Last Sunday night, while most people were watching the Oscars, I was at a Boston Bruins hockey game.  What can I say?  Hockey is my favorite sport.  Ordinarily my brother’s my hockey buddy, but he couldn’t make it.  A friend was eager to join me, much to the chagrin of her husband and children.  We brought a sign we thought would surely get us on camera.  It said,  COUGARS LOVE BRUINS.Bruins Sign_CC We were, after all, women of a certain age.  And my Boys are wicked cute.

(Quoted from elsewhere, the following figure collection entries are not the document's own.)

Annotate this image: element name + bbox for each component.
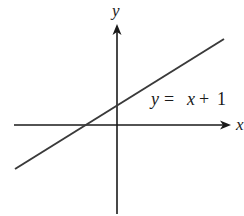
equation-lhs: y [149,89,159,109]
equation-equals: = [164,89,174,109]
x-axis [14,121,231,130]
y-axis-label: y [110,1,120,20]
x-axis-label: x [235,115,244,134]
equation-const: 1 [217,89,226,109]
equation-label: y = x + 1 [149,89,226,109]
coordinate-plane: x y y = x + 1 [0,0,244,216]
y-axis [113,24,122,214]
equation-var: x [186,89,195,109]
equation-plus: + [199,89,209,109]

When the roving cameraman ignored us, a couple sitting nearby shouted to get his attention.  He shook his head and said, “Can’t show that during prime time.”  Meanwhile, another live broadcast was underway where at least a half-dozen Hollywood starlets were dangerously close to having wardrobe malfunctions.  And my sign was too risqué?  Seriously?

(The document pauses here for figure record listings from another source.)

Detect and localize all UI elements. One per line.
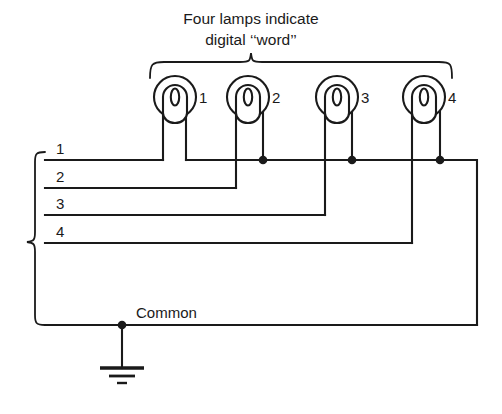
- lamp-2-label: 2: [272, 89, 280, 106]
- lamp-4-filament: [420, 89, 428, 106]
- earth-ground-symbol: [100, 325, 144, 383]
- lamp-3: 3: [316, 76, 369, 215]
- lamp-1-filament: [171, 89, 179, 106]
- diagram-title-line-1: Four lamps indicate: [183, 10, 318, 27]
- lamp-4-label: 4: [448, 89, 456, 106]
- junction-dot-lamp-2: [259, 156, 268, 165]
- lamp-2: 2: [227, 76, 280, 188]
- lamp-3-filament: [333, 89, 341, 106]
- common-label: Common: [136, 304, 197, 321]
- signal-group-brace: [27, 152, 45, 325]
- diagram-title-line-2: digital ‘‘word’’: [205, 31, 297, 48]
- lamp-group-brace: [150, 53, 452, 78]
- junction-dot-ground: [118, 321, 127, 330]
- terminal-label-1: 1: [56, 140, 64, 157]
- lamp-1-label: 1: [199, 89, 207, 106]
- junction-dot-lamp-4: [436, 156, 445, 165]
- lamp-3-label: 3: [361, 89, 369, 106]
- junction-dot-lamp-3: [348, 156, 357, 165]
- lamp-2-filament: [244, 89, 252, 106]
- schematic-canvas: Four lamps indicate digital ‘‘word’’ 1 2: [0, 0, 502, 414]
- circuit-diagram: Four lamps indicate digital ‘‘word’’ 1 2: [0, 0, 502, 414]
- lamp-1: 1: [154, 76, 207, 160]
- terminal-label-3: 3: [56, 195, 64, 212]
- terminal-label-4: 4: [56, 223, 64, 240]
- terminal-label-2: 2: [56, 168, 64, 185]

My B’s scored first, but their puck luck didn’t last.  Suddenly they were behind 2 to 1 and it grew uncharacteristically quiet in the Garden.  That’s when I overheard the dad sitting behind us explaining the game of hockey to his two small girly-girl daughters.  “How many shots on goal do we have?” he asked one of them.  “Hear the tap tap of the stick on the ice?  That means pass me the puck…”

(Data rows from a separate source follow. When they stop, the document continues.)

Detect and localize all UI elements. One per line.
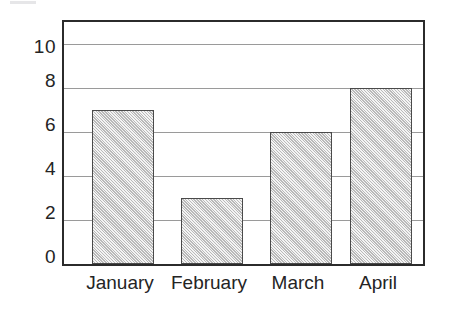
scan-artifact: [10, 1, 36, 4]
y-axis-tick-label-2: 2: [10, 203, 56, 222]
y-axis-tick-label-4: 4: [10, 159, 56, 178]
x-axis-tick-label-april: April: [318, 272, 438, 294]
y-axis-tick-label-0: 0: [10, 247, 56, 266]
plot-area: [62, 20, 425, 266]
y-axis-tick-label-8: 8: [10, 71, 56, 90]
bar-february: [181, 198, 243, 264]
bar-january: [92, 110, 154, 264]
y-axis-tick-label-6: 6: [10, 115, 56, 134]
bar-chart-figure: 0 2 4 6 8 10 January February March Apri…: [0, 0, 449, 317]
bar-april: [350, 88, 412, 264]
y-axis-tick-label-10: 10: [10, 37, 56, 56]
gridline-10: [64, 44, 423, 45]
bar-march: [270, 132, 332, 264]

He reminded me of all the things I love about hockey.  The sheer speed and perfectly choreographed chaos of it.  The rattling of the boards.  How watching a game clears your head and gets your blood pumping.

spoked BWarriors on skates, my Bruins play with grit and grace.  At six-foot-nine, captain and defenseman, Zdeno Chara is the tallest player in the NHL.  When we say, “don’t poke the bear,” we are referring to Big Z.  Patrice Bergeron is the league’s best two-way forward.  He played Game 6 of the 2013 Stanley Cup finals with a cracked rib, torn cartilage, and a separated shoulder.  It’s been said:  If hockey was easy, they’d call it football.

Win or lose, I love these guys.  Sunday night’s match up with Tampa Bay was a crucial game in the standings.  The final score was 4 to 1.  My Boys didn’t just lose, they stunk up the ice.  But no worries.  We’ll make the play-offs.   Just add ice.  And drop the puck.

Drop The Puck

POST SEASON SHOCKAH — My Bruins didn’t make the play-offs.  Instead, they’re off playing golf, and I’m rooting for the Blueshirts.  Go Rangers!